As far as we’ve come, and as much as we are here to celebrate the good work that has been done; it’s clear, we have miles to go and work yet to do to end trafficking and provide pathways towards healing. It will take all of us, and it will take all we’ve got.

That’s why today we have arranged for you to hear – quoting Dr. King again, the “passionate concern of dedicated individuals” from Department of Justice leadership to pioneers and innovators in the field, to individuals who’ve survived. They’re going to talk about our theme today: Collaboration, Transformation, and Impact, and they are going to talk about how the funding made possible by Congress for services, training and technical assistance, is critical to moving the needle for survivors of human trafficking across the country.

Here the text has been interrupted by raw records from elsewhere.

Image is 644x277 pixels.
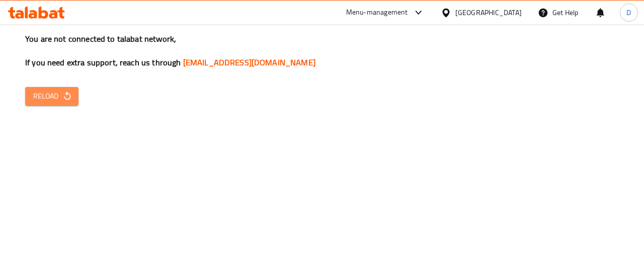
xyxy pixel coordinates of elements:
[25,87,79,106] button: Reload
[346,7,408,19] div: Menu-management
[25,33,619,68] h3: You are not connected to talabat network, If you need extra support, reach us through
[455,7,522,18] div: [GEOGRAPHIC_DATA]
[626,7,631,18] span: D
[183,55,316,70] a: [EMAIL_ADDRESS][DOMAIN_NAME]
[33,90,70,103] span: Reload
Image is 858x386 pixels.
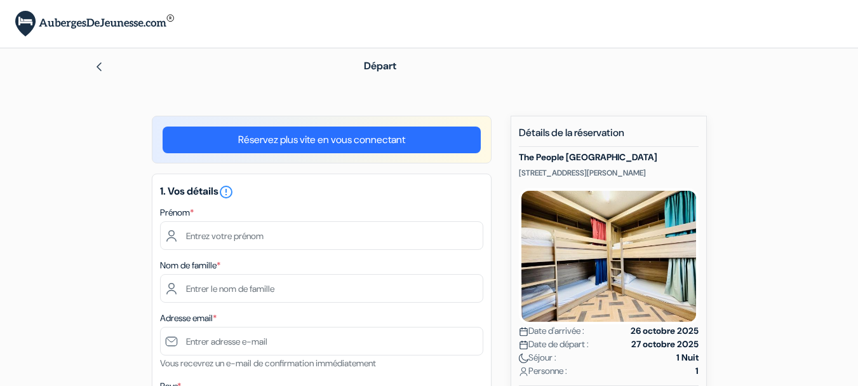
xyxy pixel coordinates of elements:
[364,59,396,72] span: Départ
[219,184,234,198] a: error_outline
[160,206,194,219] label: Prénom
[631,324,699,337] strong: 26 octobre 2025
[94,62,104,72] img: left_arrow.svg
[519,364,567,377] span: Personne :
[519,337,589,351] span: Date de départ :
[219,184,234,200] i: error_outline
[163,126,481,153] a: Réservez plus vite en vous connectant
[160,184,484,200] h5: 1. Vos détails
[696,364,699,377] strong: 1
[519,367,529,376] img: user_icon.svg
[519,353,529,363] img: moon.svg
[519,126,699,147] h5: Détails de la réservation
[519,168,699,178] p: [STREET_ADDRESS][PERSON_NAME]
[160,259,220,272] label: Nom de famille
[160,274,484,302] input: Entrer le nom de famille
[519,327,529,336] img: calendar.svg
[15,11,174,37] img: AubergesDeJeunesse.com
[160,327,484,355] input: Entrer adresse e-mail
[632,337,699,351] strong: 27 octobre 2025
[160,357,376,369] small: Vous recevrez un e-mail de confirmation immédiatement
[160,311,217,325] label: Adresse email
[519,340,529,349] img: calendar.svg
[519,351,557,364] span: Séjour :
[677,351,699,364] strong: 1 Nuit
[160,221,484,250] input: Entrez votre prénom
[519,324,585,337] span: Date d'arrivée :
[519,152,699,163] h5: The People [GEOGRAPHIC_DATA]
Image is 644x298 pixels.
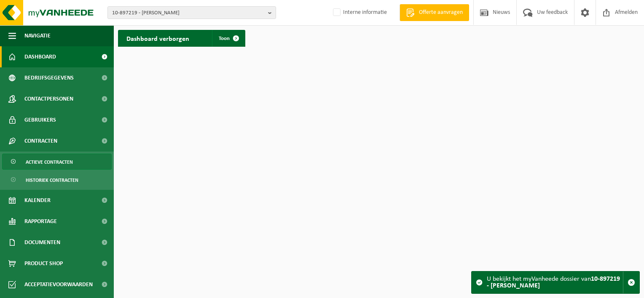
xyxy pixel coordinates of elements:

With that, it is my distinct honor to introduce our first speaker today. Now, as Attorney General you can imagine there are a few issues that require your time and attention. When it comes to matters that impact people, when it comes to survivors of crime, this Attorney General understands the importance of his presence. This, no doubt, comes from his firsthand experience working with victims of crime as both an AUSA and as the lead prosecutor on the Oklahoma City bombing cases. When you hear him talk about our duty to serve crime victims, you know you are listening to a true champion for justice. We thank you for speaking with us today on this important topic on this important occasion.

Distinguished guests, it’s my pleasure to introduce the 86th Attorney General of the United States Merrick Garland.